“It is a moving story, and one which deserved this prime-time airing”

Stephen Fry: Willlem and Freda – Defying the Nazis

“Presenting Willem and Frieda: Defying the Nazis, the remarkable story of a gay man and a lesbian who helped to save thousands of lives in the Netherlands during the Second World War, felt like a personal mission for Stephen Fry, who is gay and Jewish. He was astonished, rightly, that there are no streets or schools named after Willem; most people have never even heard of him. How can that be of a hero who literally died for other people, the purest altruism?”
Carol Midgley, The Times

“It is a moving story, and one which deserved this prime-time airing.”
Anita Singh, The Telegraph

“Stephen Fry brings more than erudition to the archive table. These are the visceral reactions of someone with a personal connection to the history, not a jobbing presenter on another indifferent gig. In Fry’s telling, the story of Willem and Jan the market gardener from Apeldoorn is revealed as the great tragic romance it always was. When no illustrative archive material exists – the night of the daring arson attack on the Nazi records office, for instance – Fry uses dramatic skills honed on a thousand audiobooks to conjure up the necessary thriller-like atmosphere.”
Ellen E Jones, The Guardian

“There was more than a hint of smug do-gooding in Stephen Fry’s manner as he ambled around Amsterdam, tracing the story of Dutch resistance organisers Frieda Belinfante and Willem Arondeus, who were both gay. Fry’s platitudes failed to convey the desperate courage of civilians who fought back against Nazi occupation with firebombings and forged documents. His amiable chats with archivists and historians intruded on the story, which became much more urgent and gripping when the facts were laid out in voice-over or through reconstructions.”
Christopher Stephens, Daily Mail

Finding Michael, Disney+

“Parts of this film are beautiful, even when dealing with the most hostile of environments. The eight-day trek to base camp takes place on foot, to get climbers used to the higher altitude and thinner air. It is stunning. What this film does with it is even more lovely. Spencer Matthews gets to see footage of his brother’s trek, filmed on a camcorder. To see them journeying through the exact same spots, with the footage placed side by side, is incredibly moving, and even more so when Spencer reveals that he has never seen any recordings of his brother before.”
Rebecca Nicholson, The Guardian

“Some elements of this documentary, directed by Tom Beard, are excellent. The physical impact of existing at an altitude where humans don’t belong is illustrated with impressive clarity. Drones, the new workhorses of film photography, enable spectacular camerawork that would previously have required an expensive helicopter. Yet Finding Michael doesn’t quite stir the heart. It’s deeply uncomfortable to watch highly skilled Nepalis sift through clumps of frosted flesh strewn about the slopes, looking for the body that belongs to the family with the wealth, not to mention the backing of Uncle Walt, that entitles them to pay for extraction and burial.”
Jasper Rees, The Telegraph

“Despite much of the story taking place almost 40 years ago, this tangled tale of nuclear weapons, geopolitical coverups and attempts to take action against impending environmental collapse is about as current as it is possible to get. With the Doomsday Clock moving closer to midnight, the idea of watching politicians argue that nuclear weapons act as a peacekeeping deterrent may be galling. But alongside the tragedy, both individual and on an international scale, this is a fascinating, pacy history with all the markings of a thriller.”
Rebecca Nicholson, The Guardian

“Plenty of documentaries aim for the look and feel of a thriller. Murder in the Pacific succeeds. This three-part series is a comprehensive account because it features interviews both with the captain and crew and with some of the special forces agents who delivered and planted the bombs, plus the New Zealand police, with former British government ministers (Lord Heseltine, Sir Malcolm Rifkind) providing context. It is an astonishing tale, and one that has faded from memory.”
Anita Singh, The Telegraph

“The law of archive documentary clips decrees that any footage on the BBC of Mrs Thatcher addressing a Tory party conference must be framed to imply that she, and all present, were frothing mad. This absurd, endless political point-scoring by the Beeb devalued an excellent probe into an untold story.”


> What is expected
Count every line of these entries that holds the word "Rotation", and reply with the number only.

> Records for the exercise
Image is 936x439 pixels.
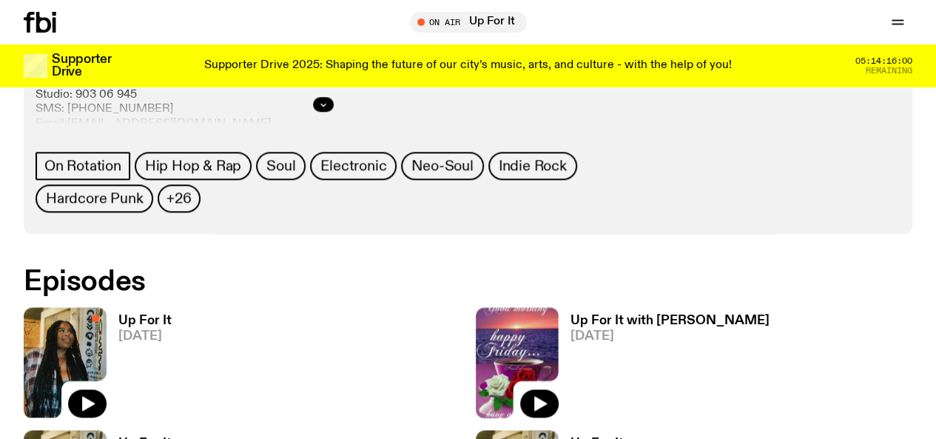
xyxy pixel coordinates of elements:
a: Neo-Soul [401,152,483,180]
a: Electronic [310,152,396,180]
a: On Rotation [36,152,130,180]
a: Up For It[DATE] [107,314,172,417]
h3: Up For It [118,314,172,327]
span: On Rotation [44,158,121,174]
span: Indie Rock [499,158,567,174]
a: Soul [256,152,305,180]
button: +26 [158,184,200,212]
a: Hip Hop & Rap [135,152,251,180]
span: Remaining [865,67,912,75]
h3: Supporter Drive [52,53,111,78]
span: [DATE] [118,330,172,342]
span: Hip Hop & Rap [145,158,241,174]
p: Supporter Drive 2025: Shaping the future of our city’s music, arts, and culture - with the help o... [204,59,732,72]
span: Soul [266,158,295,174]
button: On AirUp For It [410,12,527,33]
a: Up For It with [PERSON_NAME][DATE] [558,314,769,417]
span: Neo-Soul [411,158,473,174]
h3: Up For It with [PERSON_NAME] [570,314,769,327]
a: Indie Rock [488,152,577,180]
span: +26 [166,190,191,206]
a: Hardcore Punk [36,184,153,212]
span: Electronic [320,158,386,174]
img: Ify - a Brown Skin girl with black braided twists, looking up to the side with her tongue stickin... [24,307,107,417]
span: 05:14:16:00 [855,57,912,65]
h2: Episodes [24,269,611,295]
span: Hardcore Punk [46,190,143,206]
span: [DATE] [570,330,769,342]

> Task result
2